Much of the state government took up the same strategy, as the chairwoman of the California Public Utility Commission, Loretta Lynch, and Capitol Hill Democrats time and time again blasted the commission for its inaction. Led by Davis from the outset, the anti-FERC rhetoric was perceived in the state as a dig at the Bush administration, and may then have undercut Simon’s campaign by making his free-market leanings a liability.

“I don’t think that Simon has had a lot of credibility on the issue because what Davis has done is blame the Bush administration,” said Public Citizen energy expert Tyson Slocum. “I think that made it very difficult for [Simon] to offer some sort of contrary solution.”

Still, Heller thinks voters don’t buy into Davis passing the buck. Californians in large part blame Davis, not FERC, for the crisis, he said, but they have no way to express their anger given the lack of an alternative.

“There is no way to hold [Davis] responsible,” Heller said.

Davis may also have been aided by FERC’s decision to not act on California’s request for $8.9 billion in refunds until after the Nov. 5 election. During his campaign, Davis has run ads claiming he led the state out of the crisis, even as he keeps up the FERC pressure by roundly condemning regulators for not acting on refunds sooner.
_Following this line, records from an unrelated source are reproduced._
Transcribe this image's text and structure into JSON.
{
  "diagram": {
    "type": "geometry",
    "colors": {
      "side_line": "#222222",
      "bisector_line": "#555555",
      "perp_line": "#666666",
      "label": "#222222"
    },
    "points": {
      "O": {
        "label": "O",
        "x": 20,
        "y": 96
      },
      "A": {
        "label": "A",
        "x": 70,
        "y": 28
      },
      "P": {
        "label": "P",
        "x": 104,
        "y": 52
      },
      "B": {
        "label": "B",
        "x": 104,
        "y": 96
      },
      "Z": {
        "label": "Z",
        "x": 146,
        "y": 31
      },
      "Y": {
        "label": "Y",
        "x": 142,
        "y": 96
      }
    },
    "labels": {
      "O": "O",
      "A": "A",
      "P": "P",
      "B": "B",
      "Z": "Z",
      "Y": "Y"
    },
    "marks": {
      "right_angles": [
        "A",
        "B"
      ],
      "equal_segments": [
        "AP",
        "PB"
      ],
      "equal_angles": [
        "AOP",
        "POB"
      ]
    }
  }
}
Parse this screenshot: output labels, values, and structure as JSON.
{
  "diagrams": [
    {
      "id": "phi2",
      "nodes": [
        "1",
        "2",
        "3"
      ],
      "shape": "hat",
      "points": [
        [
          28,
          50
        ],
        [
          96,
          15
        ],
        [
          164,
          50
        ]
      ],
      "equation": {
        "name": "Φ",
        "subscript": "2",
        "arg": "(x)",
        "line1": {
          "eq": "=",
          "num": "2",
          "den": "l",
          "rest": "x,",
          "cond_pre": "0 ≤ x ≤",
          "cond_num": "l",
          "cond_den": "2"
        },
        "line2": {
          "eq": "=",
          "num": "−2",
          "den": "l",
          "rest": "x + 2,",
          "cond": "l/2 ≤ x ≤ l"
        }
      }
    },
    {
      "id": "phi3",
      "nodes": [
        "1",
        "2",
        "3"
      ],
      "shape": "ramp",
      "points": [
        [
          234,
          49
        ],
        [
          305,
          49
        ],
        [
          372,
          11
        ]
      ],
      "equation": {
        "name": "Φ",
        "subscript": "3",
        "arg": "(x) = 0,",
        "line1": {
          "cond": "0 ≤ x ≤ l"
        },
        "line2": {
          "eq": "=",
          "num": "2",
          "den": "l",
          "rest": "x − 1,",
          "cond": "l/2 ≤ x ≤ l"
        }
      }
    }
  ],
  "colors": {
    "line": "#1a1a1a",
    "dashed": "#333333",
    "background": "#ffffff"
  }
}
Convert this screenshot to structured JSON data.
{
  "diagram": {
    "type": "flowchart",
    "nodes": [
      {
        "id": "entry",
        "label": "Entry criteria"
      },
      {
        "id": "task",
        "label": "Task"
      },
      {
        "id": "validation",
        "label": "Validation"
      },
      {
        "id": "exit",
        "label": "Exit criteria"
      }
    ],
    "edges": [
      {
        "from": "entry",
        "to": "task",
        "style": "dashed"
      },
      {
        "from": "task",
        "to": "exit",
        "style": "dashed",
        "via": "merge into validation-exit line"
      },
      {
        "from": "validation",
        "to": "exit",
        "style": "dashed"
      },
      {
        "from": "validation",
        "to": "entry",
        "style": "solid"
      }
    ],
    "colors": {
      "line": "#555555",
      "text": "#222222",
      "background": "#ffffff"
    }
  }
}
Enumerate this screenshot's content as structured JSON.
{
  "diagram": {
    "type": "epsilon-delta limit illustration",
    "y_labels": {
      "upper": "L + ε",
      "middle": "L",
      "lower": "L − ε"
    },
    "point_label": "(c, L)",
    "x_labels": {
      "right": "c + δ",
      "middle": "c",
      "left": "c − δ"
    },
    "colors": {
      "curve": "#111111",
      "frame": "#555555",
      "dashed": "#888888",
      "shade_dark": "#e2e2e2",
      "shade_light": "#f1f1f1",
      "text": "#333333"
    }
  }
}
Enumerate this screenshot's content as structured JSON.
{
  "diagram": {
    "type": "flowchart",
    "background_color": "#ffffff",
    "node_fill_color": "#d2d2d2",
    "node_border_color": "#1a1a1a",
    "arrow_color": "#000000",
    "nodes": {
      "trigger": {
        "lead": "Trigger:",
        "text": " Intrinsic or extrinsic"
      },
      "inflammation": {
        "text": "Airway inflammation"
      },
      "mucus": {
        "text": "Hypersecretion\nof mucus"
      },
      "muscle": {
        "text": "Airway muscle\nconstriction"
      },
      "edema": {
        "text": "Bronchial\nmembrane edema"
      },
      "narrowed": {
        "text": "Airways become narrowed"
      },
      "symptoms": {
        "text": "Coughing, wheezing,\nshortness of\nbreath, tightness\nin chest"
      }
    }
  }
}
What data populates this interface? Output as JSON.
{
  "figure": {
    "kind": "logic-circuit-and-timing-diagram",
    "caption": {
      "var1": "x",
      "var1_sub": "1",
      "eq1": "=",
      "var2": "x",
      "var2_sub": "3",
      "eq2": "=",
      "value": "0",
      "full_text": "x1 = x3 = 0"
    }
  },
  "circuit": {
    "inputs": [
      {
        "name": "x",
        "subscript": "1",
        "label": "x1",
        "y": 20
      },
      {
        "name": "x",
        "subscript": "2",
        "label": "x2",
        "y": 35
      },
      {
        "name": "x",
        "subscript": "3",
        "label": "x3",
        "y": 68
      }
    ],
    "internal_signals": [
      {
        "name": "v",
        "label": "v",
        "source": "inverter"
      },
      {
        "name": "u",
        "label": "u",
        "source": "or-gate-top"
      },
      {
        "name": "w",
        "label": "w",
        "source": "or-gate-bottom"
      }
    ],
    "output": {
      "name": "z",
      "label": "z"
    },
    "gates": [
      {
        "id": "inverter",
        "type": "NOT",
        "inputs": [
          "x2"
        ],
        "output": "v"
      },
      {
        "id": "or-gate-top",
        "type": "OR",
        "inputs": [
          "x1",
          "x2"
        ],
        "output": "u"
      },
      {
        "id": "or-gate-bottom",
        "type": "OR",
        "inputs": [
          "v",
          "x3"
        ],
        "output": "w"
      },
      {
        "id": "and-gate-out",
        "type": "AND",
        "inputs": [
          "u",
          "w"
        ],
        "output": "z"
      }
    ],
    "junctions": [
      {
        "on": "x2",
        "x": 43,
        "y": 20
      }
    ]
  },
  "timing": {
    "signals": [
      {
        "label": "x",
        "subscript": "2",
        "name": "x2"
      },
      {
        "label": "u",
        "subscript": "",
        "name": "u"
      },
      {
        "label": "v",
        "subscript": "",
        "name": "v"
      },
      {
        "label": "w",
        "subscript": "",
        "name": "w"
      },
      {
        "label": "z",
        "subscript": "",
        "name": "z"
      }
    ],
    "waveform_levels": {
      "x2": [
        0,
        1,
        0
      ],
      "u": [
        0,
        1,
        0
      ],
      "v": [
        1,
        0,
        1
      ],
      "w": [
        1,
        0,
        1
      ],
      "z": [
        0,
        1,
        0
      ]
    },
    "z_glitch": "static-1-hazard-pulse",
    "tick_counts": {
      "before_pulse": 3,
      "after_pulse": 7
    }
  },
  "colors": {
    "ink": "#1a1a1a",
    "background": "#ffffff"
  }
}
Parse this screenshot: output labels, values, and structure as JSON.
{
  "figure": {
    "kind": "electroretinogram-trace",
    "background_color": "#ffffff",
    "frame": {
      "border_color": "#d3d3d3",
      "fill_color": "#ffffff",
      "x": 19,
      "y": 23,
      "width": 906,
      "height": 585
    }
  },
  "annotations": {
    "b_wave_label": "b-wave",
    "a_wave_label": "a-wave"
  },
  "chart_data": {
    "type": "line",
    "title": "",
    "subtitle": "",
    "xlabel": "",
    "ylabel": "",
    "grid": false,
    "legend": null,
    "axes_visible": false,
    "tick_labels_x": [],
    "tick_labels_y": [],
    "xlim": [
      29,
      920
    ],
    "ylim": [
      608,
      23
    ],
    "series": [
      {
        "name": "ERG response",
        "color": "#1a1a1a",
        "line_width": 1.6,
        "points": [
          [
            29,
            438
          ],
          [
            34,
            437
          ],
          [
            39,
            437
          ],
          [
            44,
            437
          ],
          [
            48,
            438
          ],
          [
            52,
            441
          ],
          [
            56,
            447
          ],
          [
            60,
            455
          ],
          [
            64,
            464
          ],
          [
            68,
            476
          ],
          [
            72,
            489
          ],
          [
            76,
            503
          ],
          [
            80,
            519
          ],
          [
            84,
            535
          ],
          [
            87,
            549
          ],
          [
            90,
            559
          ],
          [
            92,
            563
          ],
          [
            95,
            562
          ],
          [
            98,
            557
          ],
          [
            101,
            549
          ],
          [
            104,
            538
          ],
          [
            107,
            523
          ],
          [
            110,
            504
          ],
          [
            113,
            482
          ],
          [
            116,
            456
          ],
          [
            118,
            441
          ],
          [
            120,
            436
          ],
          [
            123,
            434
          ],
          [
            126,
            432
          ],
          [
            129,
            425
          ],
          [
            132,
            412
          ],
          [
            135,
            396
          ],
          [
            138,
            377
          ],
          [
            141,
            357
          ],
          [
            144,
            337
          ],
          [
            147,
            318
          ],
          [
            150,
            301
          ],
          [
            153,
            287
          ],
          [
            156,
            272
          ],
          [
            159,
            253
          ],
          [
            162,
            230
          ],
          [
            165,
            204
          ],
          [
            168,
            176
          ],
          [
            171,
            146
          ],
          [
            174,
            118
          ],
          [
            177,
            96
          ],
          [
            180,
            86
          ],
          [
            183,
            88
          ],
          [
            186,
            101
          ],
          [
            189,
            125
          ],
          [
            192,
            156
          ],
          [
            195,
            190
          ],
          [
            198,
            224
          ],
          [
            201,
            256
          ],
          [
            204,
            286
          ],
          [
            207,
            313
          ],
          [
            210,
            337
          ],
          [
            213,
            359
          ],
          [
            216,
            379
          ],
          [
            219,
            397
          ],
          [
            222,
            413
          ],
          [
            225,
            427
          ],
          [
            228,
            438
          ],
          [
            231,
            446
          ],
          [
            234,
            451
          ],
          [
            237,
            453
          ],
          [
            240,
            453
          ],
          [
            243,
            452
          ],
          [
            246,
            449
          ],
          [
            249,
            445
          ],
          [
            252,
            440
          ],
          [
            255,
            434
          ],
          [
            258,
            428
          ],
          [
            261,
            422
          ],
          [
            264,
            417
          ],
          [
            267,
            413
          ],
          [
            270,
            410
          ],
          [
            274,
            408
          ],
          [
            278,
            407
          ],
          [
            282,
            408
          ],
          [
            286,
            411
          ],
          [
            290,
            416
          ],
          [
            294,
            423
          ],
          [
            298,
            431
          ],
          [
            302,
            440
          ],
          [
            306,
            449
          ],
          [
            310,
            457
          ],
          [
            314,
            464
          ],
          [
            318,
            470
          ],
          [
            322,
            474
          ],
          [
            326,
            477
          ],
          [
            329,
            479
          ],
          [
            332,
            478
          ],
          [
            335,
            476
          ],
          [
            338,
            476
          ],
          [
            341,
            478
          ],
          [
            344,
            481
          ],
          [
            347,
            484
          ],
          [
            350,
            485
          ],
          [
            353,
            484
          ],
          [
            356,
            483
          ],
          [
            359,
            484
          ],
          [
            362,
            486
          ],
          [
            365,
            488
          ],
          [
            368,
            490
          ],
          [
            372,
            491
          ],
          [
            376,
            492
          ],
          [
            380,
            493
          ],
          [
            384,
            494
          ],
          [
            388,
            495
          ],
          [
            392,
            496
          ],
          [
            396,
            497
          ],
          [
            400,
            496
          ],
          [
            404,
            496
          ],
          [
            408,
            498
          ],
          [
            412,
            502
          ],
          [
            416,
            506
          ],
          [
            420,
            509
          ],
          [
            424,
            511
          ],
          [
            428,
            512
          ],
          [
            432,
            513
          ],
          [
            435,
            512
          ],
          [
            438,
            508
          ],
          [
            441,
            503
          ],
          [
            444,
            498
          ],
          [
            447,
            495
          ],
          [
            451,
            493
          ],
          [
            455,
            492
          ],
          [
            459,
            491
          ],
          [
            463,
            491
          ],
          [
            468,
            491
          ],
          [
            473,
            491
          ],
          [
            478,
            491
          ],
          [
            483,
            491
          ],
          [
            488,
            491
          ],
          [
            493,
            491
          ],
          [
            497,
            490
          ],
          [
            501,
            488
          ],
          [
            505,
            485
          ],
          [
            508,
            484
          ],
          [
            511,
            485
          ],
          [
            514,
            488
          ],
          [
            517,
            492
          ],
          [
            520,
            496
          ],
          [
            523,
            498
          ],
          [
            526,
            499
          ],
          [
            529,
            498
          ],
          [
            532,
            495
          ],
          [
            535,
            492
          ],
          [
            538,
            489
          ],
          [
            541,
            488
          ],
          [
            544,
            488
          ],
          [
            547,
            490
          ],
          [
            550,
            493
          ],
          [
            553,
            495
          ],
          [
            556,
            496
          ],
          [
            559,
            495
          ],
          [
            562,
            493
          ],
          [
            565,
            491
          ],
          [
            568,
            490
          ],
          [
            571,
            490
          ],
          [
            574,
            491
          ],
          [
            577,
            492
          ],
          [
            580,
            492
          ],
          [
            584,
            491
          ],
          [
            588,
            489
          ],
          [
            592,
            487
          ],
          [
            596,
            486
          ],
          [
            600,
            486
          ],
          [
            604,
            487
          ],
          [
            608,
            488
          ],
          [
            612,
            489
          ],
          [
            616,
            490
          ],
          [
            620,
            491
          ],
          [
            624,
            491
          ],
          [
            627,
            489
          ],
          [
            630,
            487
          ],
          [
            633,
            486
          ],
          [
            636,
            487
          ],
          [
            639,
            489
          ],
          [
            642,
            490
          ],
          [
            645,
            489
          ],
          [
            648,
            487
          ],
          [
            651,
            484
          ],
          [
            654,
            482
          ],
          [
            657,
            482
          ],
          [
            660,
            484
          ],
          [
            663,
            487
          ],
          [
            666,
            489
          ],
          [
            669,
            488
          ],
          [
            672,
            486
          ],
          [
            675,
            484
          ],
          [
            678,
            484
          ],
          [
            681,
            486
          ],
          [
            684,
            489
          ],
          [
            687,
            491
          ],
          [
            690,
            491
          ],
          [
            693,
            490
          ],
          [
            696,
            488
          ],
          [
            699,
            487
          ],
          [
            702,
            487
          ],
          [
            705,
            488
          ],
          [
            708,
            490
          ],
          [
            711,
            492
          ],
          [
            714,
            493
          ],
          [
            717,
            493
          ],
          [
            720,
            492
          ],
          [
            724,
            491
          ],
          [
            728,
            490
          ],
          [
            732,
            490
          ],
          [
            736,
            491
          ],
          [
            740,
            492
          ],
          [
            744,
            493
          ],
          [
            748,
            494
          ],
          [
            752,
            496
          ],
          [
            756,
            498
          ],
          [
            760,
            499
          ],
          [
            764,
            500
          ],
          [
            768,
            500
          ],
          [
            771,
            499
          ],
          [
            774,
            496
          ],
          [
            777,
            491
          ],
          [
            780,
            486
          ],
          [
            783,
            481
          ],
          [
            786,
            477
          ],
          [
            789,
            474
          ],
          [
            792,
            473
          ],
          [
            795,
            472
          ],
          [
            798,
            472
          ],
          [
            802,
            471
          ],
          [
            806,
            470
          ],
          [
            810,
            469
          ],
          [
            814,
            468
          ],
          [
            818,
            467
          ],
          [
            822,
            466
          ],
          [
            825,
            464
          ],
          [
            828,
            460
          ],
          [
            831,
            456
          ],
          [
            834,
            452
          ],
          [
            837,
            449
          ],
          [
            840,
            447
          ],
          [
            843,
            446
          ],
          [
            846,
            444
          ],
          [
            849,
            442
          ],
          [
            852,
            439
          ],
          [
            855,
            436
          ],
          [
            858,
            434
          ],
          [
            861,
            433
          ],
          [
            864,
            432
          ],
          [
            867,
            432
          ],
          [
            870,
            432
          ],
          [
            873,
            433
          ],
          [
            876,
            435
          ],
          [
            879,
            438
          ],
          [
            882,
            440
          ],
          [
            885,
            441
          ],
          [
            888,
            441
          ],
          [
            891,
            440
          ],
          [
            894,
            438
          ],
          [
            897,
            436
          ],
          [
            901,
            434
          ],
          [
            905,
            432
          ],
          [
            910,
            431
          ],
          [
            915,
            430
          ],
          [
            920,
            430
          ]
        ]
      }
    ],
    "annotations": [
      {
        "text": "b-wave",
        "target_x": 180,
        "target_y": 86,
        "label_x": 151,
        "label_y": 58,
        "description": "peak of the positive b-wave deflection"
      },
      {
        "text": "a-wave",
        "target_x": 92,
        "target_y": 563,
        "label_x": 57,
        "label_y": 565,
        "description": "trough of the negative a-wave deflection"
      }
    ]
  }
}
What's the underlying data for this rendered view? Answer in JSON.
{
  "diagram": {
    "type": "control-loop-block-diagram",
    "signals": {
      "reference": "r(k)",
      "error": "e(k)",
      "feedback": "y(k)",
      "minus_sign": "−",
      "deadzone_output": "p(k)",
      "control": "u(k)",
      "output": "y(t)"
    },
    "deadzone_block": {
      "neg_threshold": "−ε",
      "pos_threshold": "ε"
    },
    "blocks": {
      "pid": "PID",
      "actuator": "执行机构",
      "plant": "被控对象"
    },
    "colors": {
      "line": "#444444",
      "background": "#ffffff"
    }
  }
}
In response, FERC Chairman Pat Wood says the commission’s schedule is not politically motivated, but the delay may resonate with voters who lean toward blaming bureaucrats in Washington, observers said.

And the real pain of the crisis may not be felt for some time, according to Brattle Group energy analyst Phil Hanser, since long-term power contracts signed in the heat of the crisis at levels well above the current market value will not hurt consumers until well after Nov. 5. Ten-year contracts signed at upward of $80 per megawatt-hour (MWh), as opposed to the current $20 to $25 per MWh current market rate, “will be felt on down the road” when and if the state has to renegotiate, Hanser explained.

“The impact of the fallout of the market won’t be felt until after the election,” Hanser said. “That is probably fortunate for the incumbent.”